“WE’VE SURVIVED FIRE, FLOOD – AND THE 2012 OLYMPIC STADIUM”
A trinity of disasters saw London’s oldest smokehouse, H Forman & Son, threatened with extinction. Its indefatigable proprietor explains how traditional values helped its survival
WORDS PHOEBE STONE PHOTOGRAPHS DAVID CHARBIT
delicious. 2017
PRODUCE AWARDS WINNER
WHAT OUR FINAL JUDGING PANEL SAID
“Royal fillet is sashimilike, with a buttery yet firm texture. This is so fresh and simple, the delicate flavour of the salmon shines through. Wonderful stuff”
Over the past 40 years, smoked salmon has gone from a luxury artisan product to supermarket sandwich filler, and not without sacrifices to quality and confusion over its origins. Who better to dispel the myths and show us how it should be done than H Forman & Son, a company with over 100 years’ experience in salmon-smoking?
“Smoked salmon should not really taste of smoke”, fourth-generation fish-smoker Lance Forman says adamantly when I meet him at his vast East London smokehouse, on the appropriately named Fish Island. “The point of the smoke was to preserve the fish in the days when refrigeration was basic. The smoke is like a fine dust particle – it sticks to the outside and creates a seal, and no bacteria can get through.”
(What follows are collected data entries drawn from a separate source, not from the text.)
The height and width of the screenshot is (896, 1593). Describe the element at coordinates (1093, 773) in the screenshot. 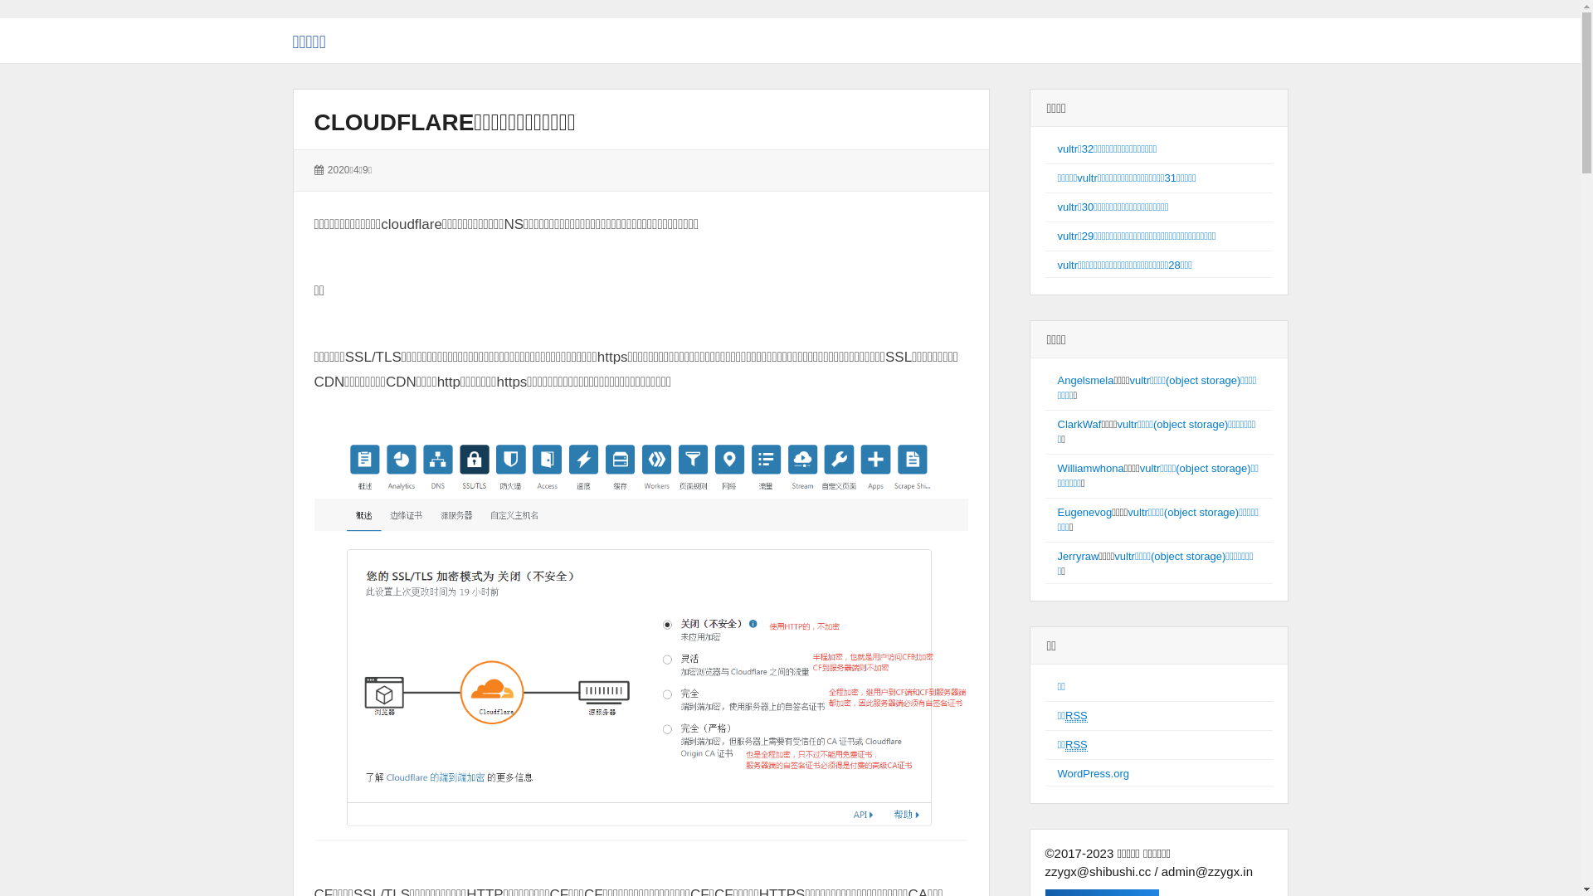

I see `WordPress.org` at that location.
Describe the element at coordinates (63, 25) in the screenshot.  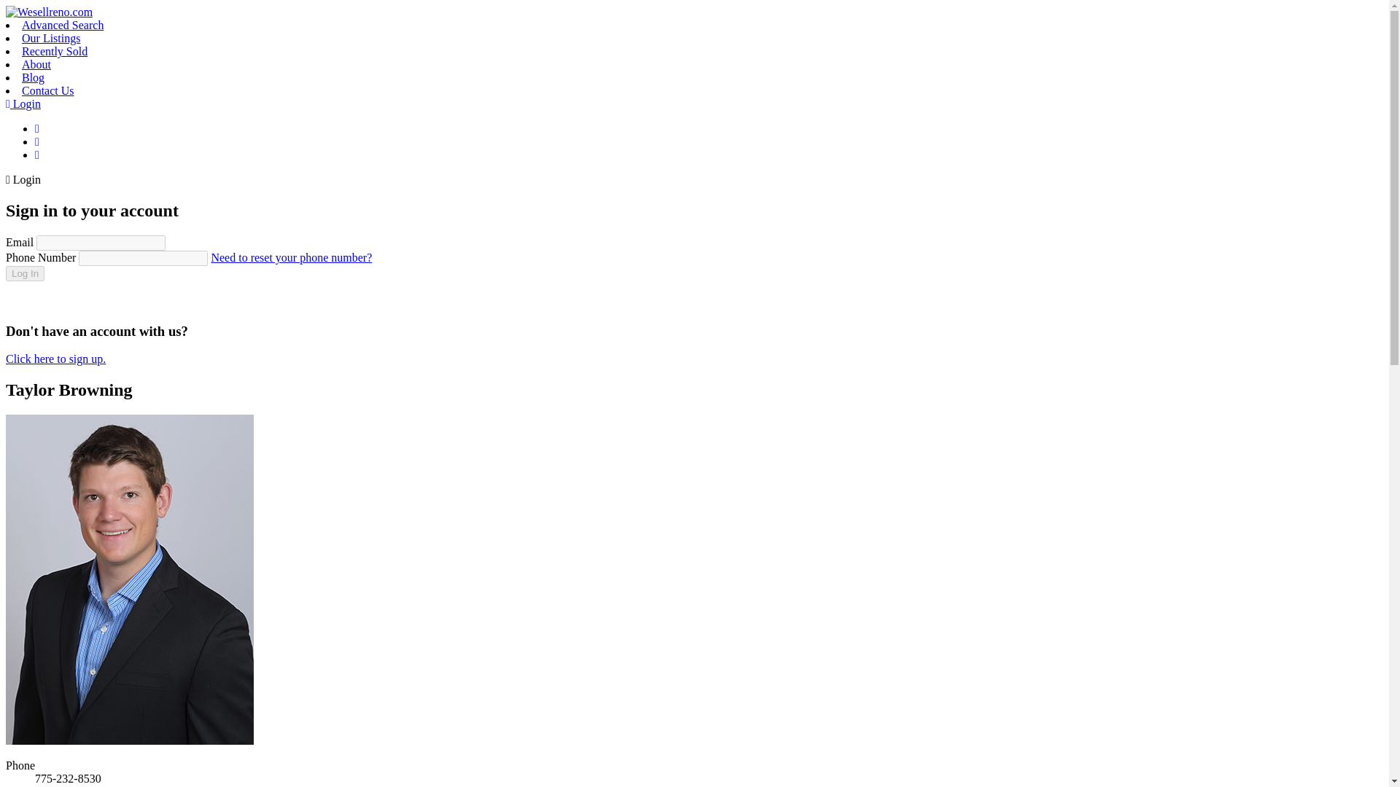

When this outer crust, called the pellicle, is removed, what lies beneath is salmon with a remarkable concentrated flavour and a mild smokiness. “The smoke should never overpower it – if you have a beautiful fresh fish, why would you want it to taste like an ashtray?” asks Lance.
THE TASTE OF TRADITION
Today H Forman & Son smoke their fish in much the same way as Lance’s greatgrandfather Aaron ‘Harry’ Forman and his son Louis, the company’s namesakes, did when they established the business in 1905. A Jewish immigrant from Eastern Europe, Harry was one of many who set up shop smoking fish in London’s East End in the early 20th century. Today H Forman & Son is the last of this old guard. At first, fish was imported from the Baltic, brined and in barrels, before smokehouses caught wind of fresh salmon arriving from Scotland at nearby Billingsgate Market.